This week’s #EdublogsClub prompt is about challenging situations, and at the end of a long weekend where I’ve spent more than fifteen hours putting together an inquiry-based project magazine on Canva, it seems an appropriate conversation to have. It has definitely been a challenging weekend.
I know many of my colleagues who would … well, they would just look at me in that way they have, gently scolding me for spending so much time on work when it is truly gorgeous outside. They’re not wrong …
… but they’re not right either.
Yes, this weekend has been overwhelmingly school-focused. Canva – at least, when you’re attempting to recreate in magazine format the steps for a semester-long cross-curricular inquiry project – has a steep learning curve. Perhaps that wouldn’t be the case for someone who isn’t as visual a person as I am (or who is more so), or for someone who has less of an at-times debilitating tendency towards perfectionism … but for me, it was a long and frustrating journey.
And yet – now that it’s done – I look at what I’ve created and think, “Wow.” I sent it to another teacher involved in the planning process for our unit (my student teacher, in fact – she is teaching the class for the first five weeks of the semester, and then I’ll be taking them back, so we collaborated with my Science/Math colleague on developing the unit), and she called it “visually stunning.” That felt pretty good.
We have a tendency to think of challenging as a bad thing – she’s a challenging student, it’s a challenging situation, where “challenging” is a synonym for “difficult.” Maybe it’s time to reclaim the word, where it symbolises something that is demanding and formidable, certainly; but also “stretching, exciting, stimulating” (Google definition and synonyms).
So yes. I had a challenging weekend … in all the best ways.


**BRIEF**
Pictures must not appear in your answer. Write out exactly the lines from the one with "List UI elements" through the last line of the entries below.

GIVEN RECORDS section start

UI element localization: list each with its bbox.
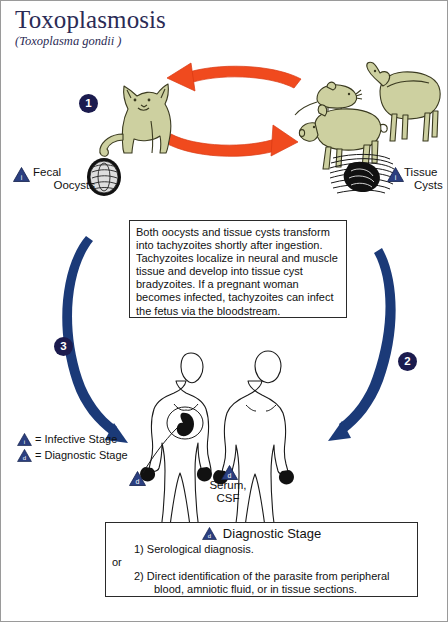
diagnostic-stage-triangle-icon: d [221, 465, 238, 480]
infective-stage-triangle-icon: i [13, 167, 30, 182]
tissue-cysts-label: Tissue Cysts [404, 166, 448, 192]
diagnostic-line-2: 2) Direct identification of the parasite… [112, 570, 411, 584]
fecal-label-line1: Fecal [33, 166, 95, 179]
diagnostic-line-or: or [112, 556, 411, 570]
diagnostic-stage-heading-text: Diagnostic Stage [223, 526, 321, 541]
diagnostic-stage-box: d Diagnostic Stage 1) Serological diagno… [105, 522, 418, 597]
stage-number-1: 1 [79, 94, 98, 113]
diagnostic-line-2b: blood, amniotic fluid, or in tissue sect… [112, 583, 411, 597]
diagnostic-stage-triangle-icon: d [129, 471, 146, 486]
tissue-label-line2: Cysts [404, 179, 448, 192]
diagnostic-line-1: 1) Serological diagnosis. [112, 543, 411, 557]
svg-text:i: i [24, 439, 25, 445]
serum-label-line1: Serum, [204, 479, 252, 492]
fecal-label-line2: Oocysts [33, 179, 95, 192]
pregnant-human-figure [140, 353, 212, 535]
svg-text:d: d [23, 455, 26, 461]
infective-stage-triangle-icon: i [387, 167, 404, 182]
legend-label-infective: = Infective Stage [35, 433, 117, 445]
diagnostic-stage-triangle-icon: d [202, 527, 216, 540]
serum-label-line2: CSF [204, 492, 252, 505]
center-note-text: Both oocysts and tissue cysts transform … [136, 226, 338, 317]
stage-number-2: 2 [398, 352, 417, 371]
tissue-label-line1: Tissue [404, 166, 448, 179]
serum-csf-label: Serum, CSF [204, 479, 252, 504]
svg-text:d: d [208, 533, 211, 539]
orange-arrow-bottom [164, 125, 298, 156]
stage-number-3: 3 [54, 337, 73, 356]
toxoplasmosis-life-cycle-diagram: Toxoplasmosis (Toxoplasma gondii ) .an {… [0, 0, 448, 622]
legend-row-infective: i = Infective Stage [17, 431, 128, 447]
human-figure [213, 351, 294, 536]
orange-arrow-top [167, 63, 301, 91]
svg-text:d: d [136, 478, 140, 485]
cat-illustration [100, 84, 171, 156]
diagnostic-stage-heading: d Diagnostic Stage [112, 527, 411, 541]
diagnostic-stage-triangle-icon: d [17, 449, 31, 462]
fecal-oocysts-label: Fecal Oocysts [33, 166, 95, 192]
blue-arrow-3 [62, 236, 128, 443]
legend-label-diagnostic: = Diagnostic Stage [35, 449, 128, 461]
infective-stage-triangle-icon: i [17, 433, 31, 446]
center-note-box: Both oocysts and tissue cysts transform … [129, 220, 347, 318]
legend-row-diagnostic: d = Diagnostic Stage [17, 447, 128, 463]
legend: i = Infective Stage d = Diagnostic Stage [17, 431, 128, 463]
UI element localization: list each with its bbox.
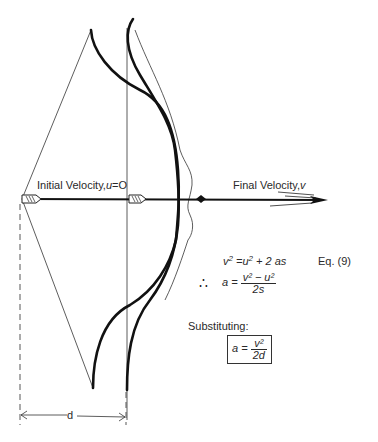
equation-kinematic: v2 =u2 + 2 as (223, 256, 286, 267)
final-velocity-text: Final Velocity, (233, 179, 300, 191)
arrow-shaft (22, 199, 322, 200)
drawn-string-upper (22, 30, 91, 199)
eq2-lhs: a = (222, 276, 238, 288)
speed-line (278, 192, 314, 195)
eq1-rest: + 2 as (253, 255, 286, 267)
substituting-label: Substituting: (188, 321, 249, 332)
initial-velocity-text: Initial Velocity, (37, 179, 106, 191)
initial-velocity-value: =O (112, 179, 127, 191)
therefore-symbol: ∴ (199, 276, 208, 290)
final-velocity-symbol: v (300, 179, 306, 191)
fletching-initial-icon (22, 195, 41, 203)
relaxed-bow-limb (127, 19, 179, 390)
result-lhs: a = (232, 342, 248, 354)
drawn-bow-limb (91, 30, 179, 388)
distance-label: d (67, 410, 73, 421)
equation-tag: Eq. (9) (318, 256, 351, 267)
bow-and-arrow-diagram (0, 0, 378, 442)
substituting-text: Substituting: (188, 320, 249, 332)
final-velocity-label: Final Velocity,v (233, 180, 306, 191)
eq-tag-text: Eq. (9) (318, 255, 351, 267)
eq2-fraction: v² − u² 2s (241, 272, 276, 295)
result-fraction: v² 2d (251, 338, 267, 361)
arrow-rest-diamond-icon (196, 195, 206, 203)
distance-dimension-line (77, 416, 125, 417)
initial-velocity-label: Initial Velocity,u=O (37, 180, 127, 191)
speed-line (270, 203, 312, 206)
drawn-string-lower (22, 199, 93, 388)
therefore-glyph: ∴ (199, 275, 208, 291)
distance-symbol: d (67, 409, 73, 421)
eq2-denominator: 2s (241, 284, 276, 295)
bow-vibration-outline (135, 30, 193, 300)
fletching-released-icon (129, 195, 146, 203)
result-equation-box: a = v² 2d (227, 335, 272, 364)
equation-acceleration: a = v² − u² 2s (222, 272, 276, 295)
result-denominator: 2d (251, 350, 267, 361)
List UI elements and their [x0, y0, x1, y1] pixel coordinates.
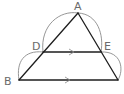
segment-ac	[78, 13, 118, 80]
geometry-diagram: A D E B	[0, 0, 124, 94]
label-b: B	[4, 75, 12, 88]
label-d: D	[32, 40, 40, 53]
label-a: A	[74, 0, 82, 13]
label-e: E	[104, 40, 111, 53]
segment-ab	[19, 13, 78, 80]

GIVEN RECORDS section end

**RESPONSE BELOW**
List UI elements and their [x0, y0, x1, y1] pixel coordinates.
segment-ac	[78, 13, 118, 80]
geometry-diagram: A D E B	[0, 0, 124, 94]
label-b: B	[4, 75, 12, 88]
label-d: D	[32, 40, 40, 53]
label-a: A	[74, 0, 82, 13]
label-e: E	[104, 40, 111, 53]
segment-ab	[19, 13, 78, 80]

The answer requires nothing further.